GE Renewable Energy already has a leg up in the North American market, installing five first-generation Haliade wind turbines (the 6-MW Haliade 150) at Block Island in Rhode Island, America’s first commercial offshore wind farm.
Haliade-X features a 220-meter rotor and a 107-meter blade designed by GE subsidiary LM Wind Power. The turbine design also includes digital capabilities. GE says the wind turbine model features a 63% capacity factor—which is “five to seven points above the industry standard.” For GE, scaling up is important. “Each incremental point in capacity factor represents around $ 7 million in revenue for our customers over the life of a wind farm,” it noted. GE hopes to accelerate commercialization of the turbine by 2021. In January, the company said it would install a Haliade-X 12-MW offshore wind prototype in the Netherlands this summer.
However, GE faces stiff competition from other offshore wind turbine makers, including rivals like Siemens Gamesa Renewable Energy and MHI Vestas, which last year together controlled 60% of the offshore market.
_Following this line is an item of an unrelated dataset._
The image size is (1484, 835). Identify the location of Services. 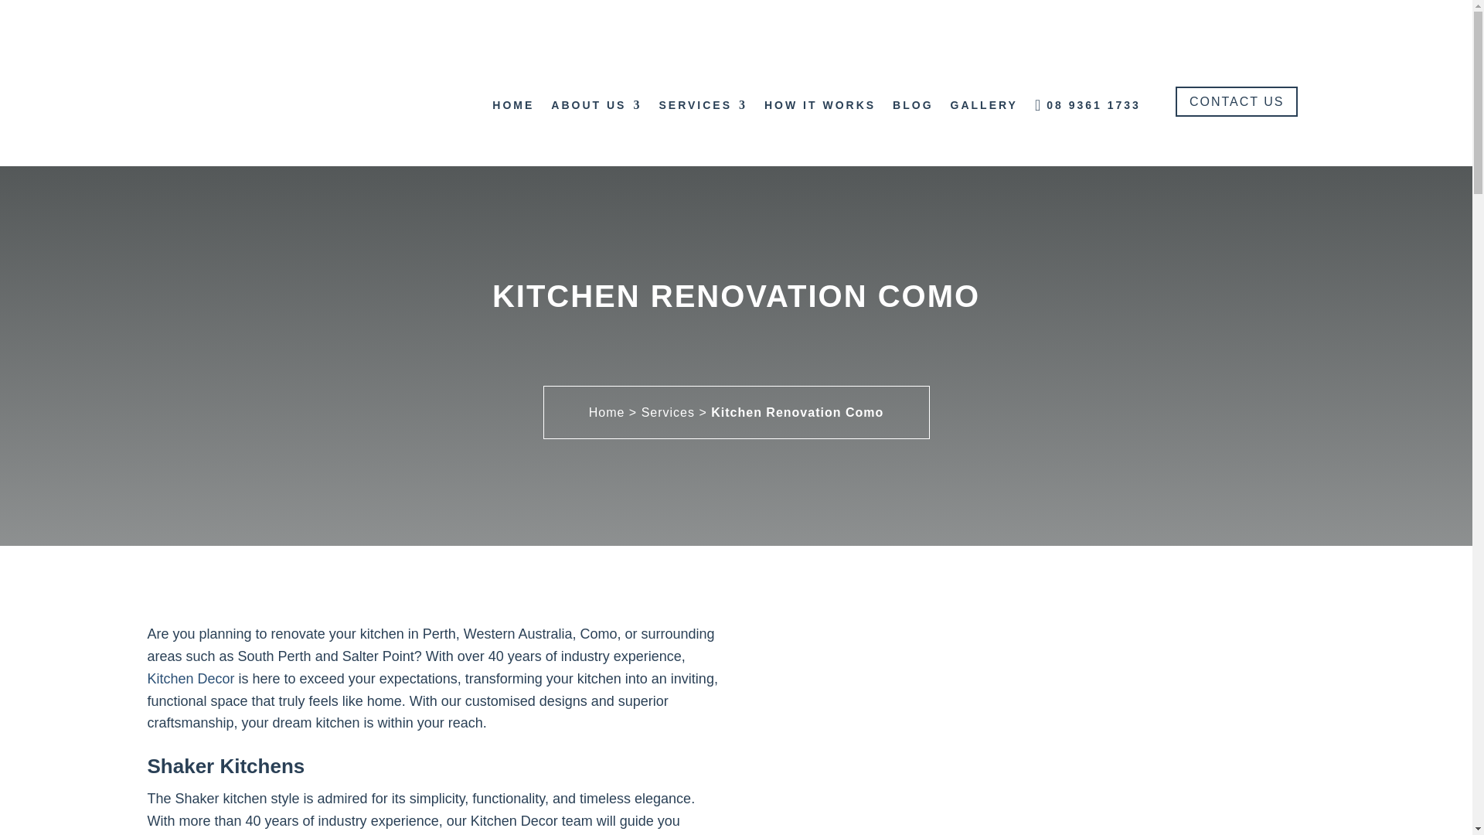
(668, 412).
According to Wood Mackenzie Power & Renewables, in 2018, GE Renewable Energy held a sparse 3% share of the global market.
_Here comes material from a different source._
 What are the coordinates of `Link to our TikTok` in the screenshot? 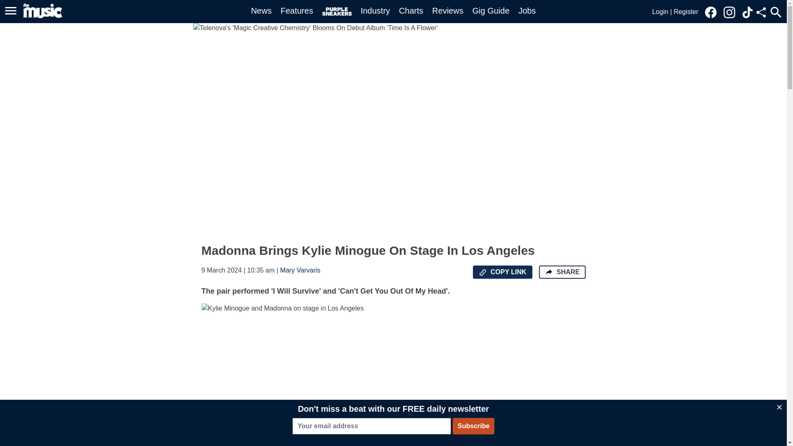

To boost its competitiveness in the growing renewable market, GE in January moved to integrate its renewables, grid, and energy storage assets into a simplified, single business that nearly doubles the size of its Renewable Energy division. But in March, the company finalized the sale of seven fully operational renewable plants totaling 650 MW to Enel Green Power North America Renewable Energy Partners.
This April, meanwhile, the company ceded rights outlined in a 2012 contract to exclusively supply wind turbines to three French offshore wind farms—potentially totaling 1 GW. The company said the projects owned by French firm Eolien Maritime France (EMF) had suffered “cumulative excessive delays since 2012.” The delays “have significantly impacted the financial characteristics of those projects for GE Renewable Energy. GE has therefore decided to review its engagement in the implementation of all these projects.” However, the company signed a memorandum of understanding with EMF confirming its commitment to provide and service Haliade 150-6MW turbines to the first of the three French EMF offshore wind farm to be cleared of any legal recourse.
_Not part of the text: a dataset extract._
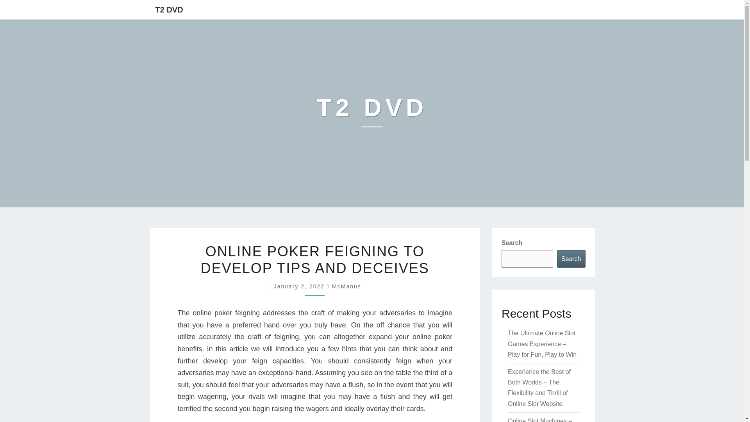 This screenshot has width=750, height=422. What do you see at coordinates (347, 286) in the screenshot?
I see `McManus` at bounding box center [347, 286].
“Since the award of the three offshore wind farms to EMF in 2012, GE Renewable Energy has committed the necessary resources and investments to design and manufacture the turbines, with the installation of a dedicated engineering office in Nantes and the construction of its manufacturing plant in Saint-Nazaire, which has enabled GE to produce already more than 80 turbines for other offshore wind farms in Europe, Asia and North America,” the company said.
GE would continue its contribution to the development of France’s offshore wind sector through the development of its new generation of Haliade-X 12-MW turbines,” it said. “Resources from Saint-Nazaire, Nantes and Cherbourg will be mobilized in order to ensure the development and commercialization, then the delivery, of this new turbine.”